Stanley Johnson’s father was an MIT athletic trainer who encouraged his son to get involved in track and field events in high school and urged him to stay in shape for the rest of his life. And the advice has served Johnson well: at 95, he is thriving in Arden, NC, with only a bit of trouble getting around on his walker. “I wouldn’t want to live to 107 like my mother did,” he muses, “but my brain works a little bit, so I can get along.”

As an MIT student, Johnson competed in Olympic trials with the legendary athlete Jesse Owens and, although he didn’t make the Olympics, set an MIT outdoor long-jump record of 24 feet, 2 inches. That record lasted 74 years, until Stephen Morton ‘10 broke it last year–by a quarter-inch. Johnson still holds the indoor MIT long-jump record of 23 feet, 6¼ inches, set in 1935. In his freshman year, he broke a hurdle record held by Henry Steinbrenner ‘27, who won the national championship in the 220-yard hurdles as an undergraduate.
After earning his MIT degree in metallurgy, Johnson took a job with U.S. Steel in Pittsburgh. He and his wife, Astrid, whom he married in 1945, then moved to Europe, where Johnson worked for four years–first in Sweden and then in Belgium–as a metallurgical engineer and in sales. He stayed with U.S. Steel for nearly 50 years until retiring in the early 1980s.

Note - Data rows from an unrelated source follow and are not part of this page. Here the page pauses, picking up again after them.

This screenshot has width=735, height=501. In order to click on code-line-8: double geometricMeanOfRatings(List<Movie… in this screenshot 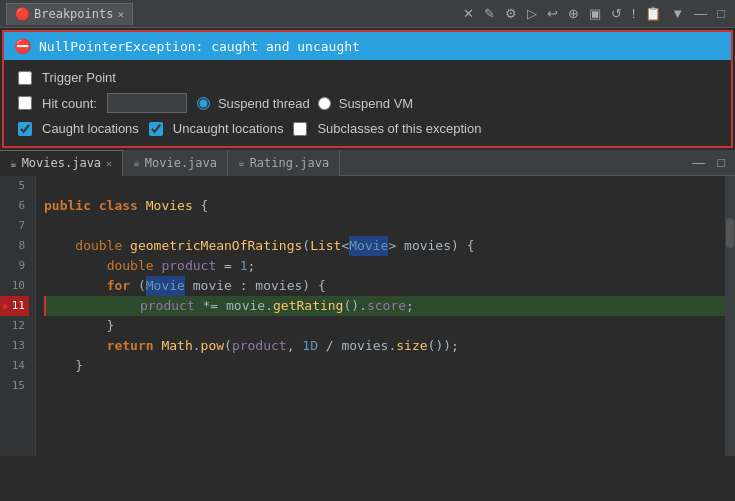, I will do `click(384, 246)`. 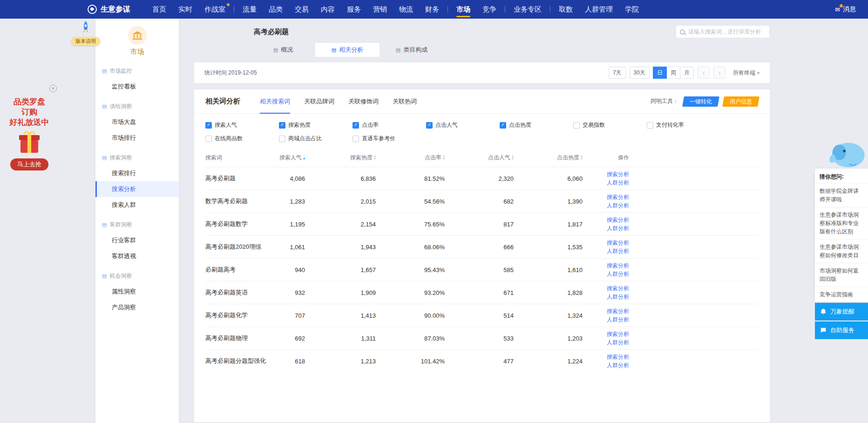 I want to click on nav-item: 交易, so click(x=302, y=9).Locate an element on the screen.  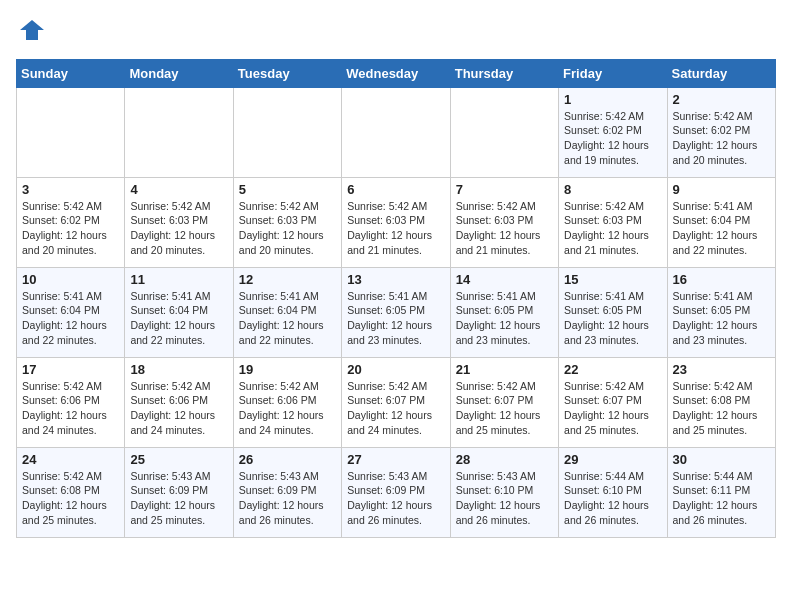
day-cell: 27Sunrise: 5:43 AM Sunset: 6:09 PM Dayli… is located at coordinates (396, 492). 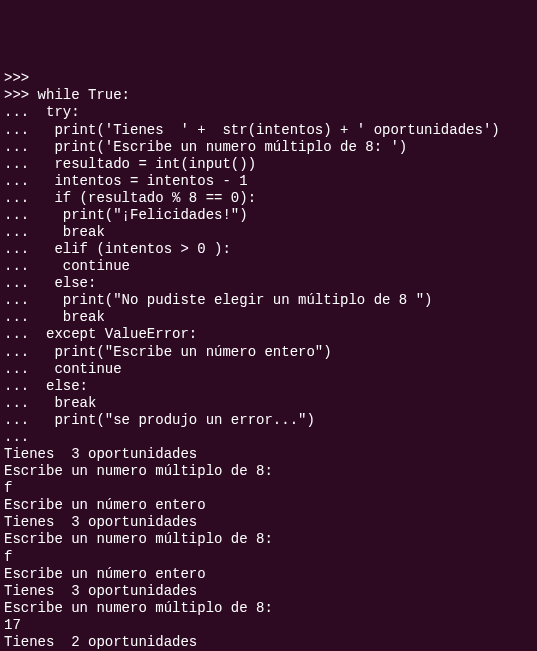 What do you see at coordinates (268, 198) in the screenshot?
I see `terminal-line: ... if (resultado % 8 == 0):` at bounding box center [268, 198].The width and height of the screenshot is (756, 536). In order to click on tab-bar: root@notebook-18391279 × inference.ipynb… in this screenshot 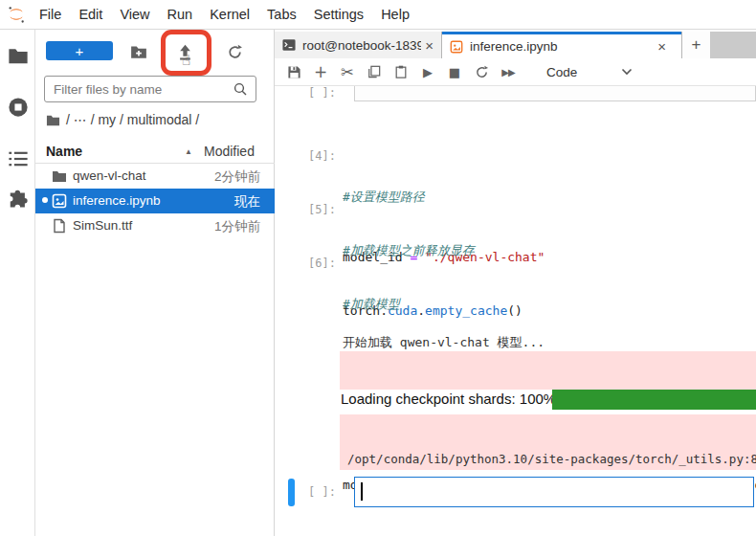, I will do `click(515, 45)`.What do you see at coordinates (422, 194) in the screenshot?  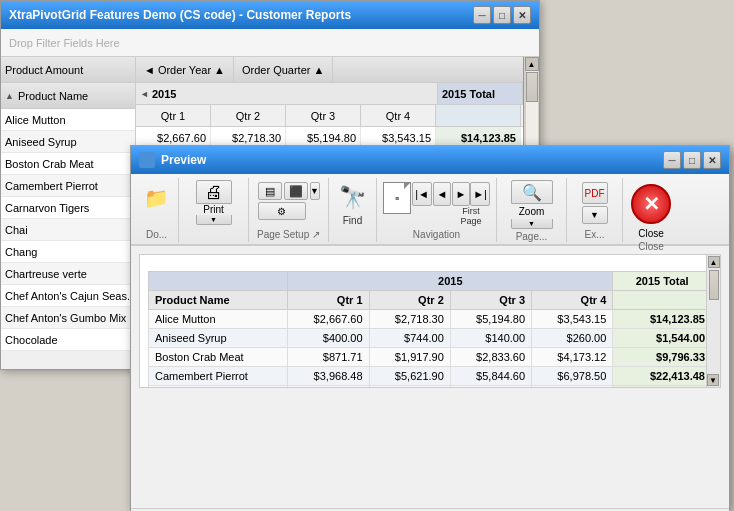 I see `first-page-button: |◄` at bounding box center [422, 194].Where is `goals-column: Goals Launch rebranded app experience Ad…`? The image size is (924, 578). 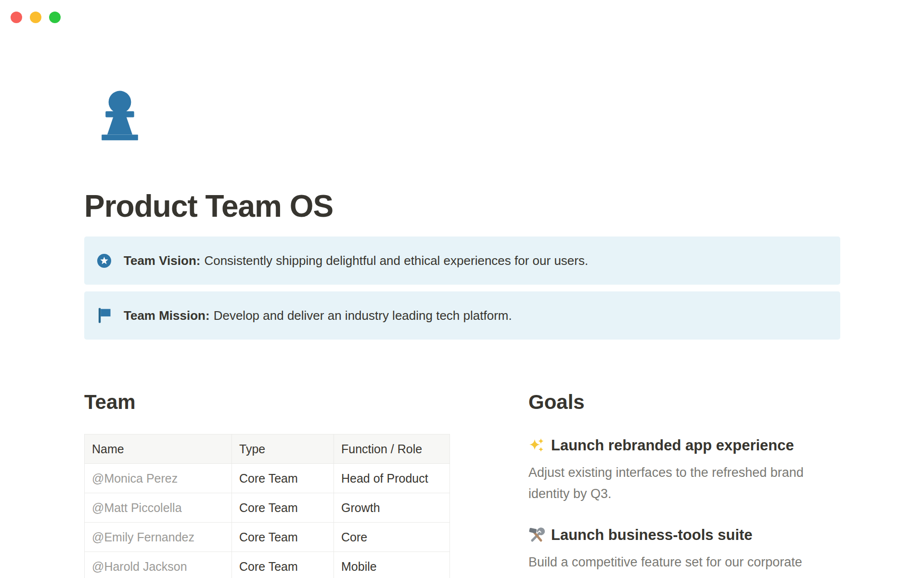
goals-column: Goals Launch rebranded app experience Ad… is located at coordinates (684, 484).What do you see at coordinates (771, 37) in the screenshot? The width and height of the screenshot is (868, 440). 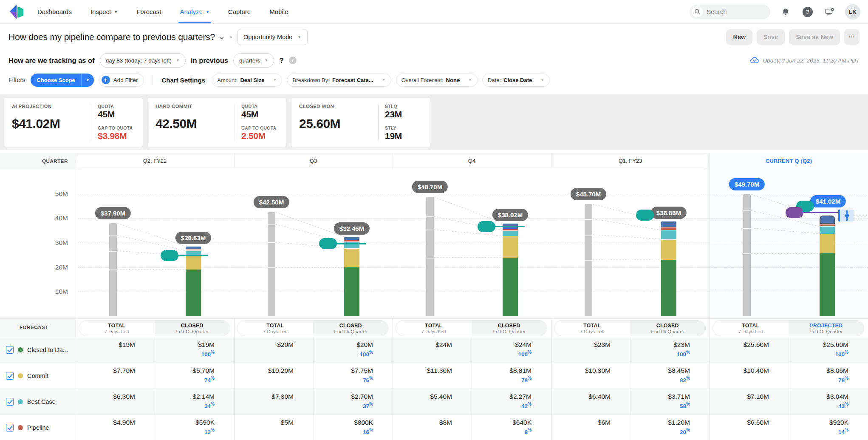 I see `save-button: Save` at bounding box center [771, 37].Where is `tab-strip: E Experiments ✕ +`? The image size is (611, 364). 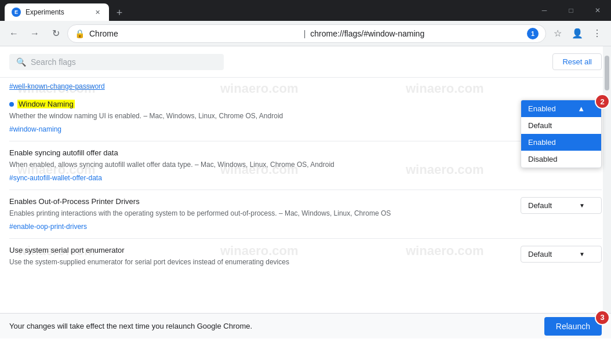 tab-strip: E Experiments ✕ + is located at coordinates (64, 10).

Ultimately, he worked as manager of purchasing, buying raw materials for all of U.S. Steel’s American plants.
Johnson still enjoys reminiscing about his MIT days, when he got to class by walking across the Harvard Bridge from his Lambda Chi Alpha fraternity house. He also remembers that outdoor athletes had to work particularly hard in the winter: they had to shovel the snow off the track before they could race. “We didn’t have a crew that prepped the track. We did it,” he says. “Then we ran on it … and we won it.”
Johnson and his wife celebrated 60 years of marriage before she died in 2006. He has a son, Steven, a daughter, Elizabeth, and three grandchildren.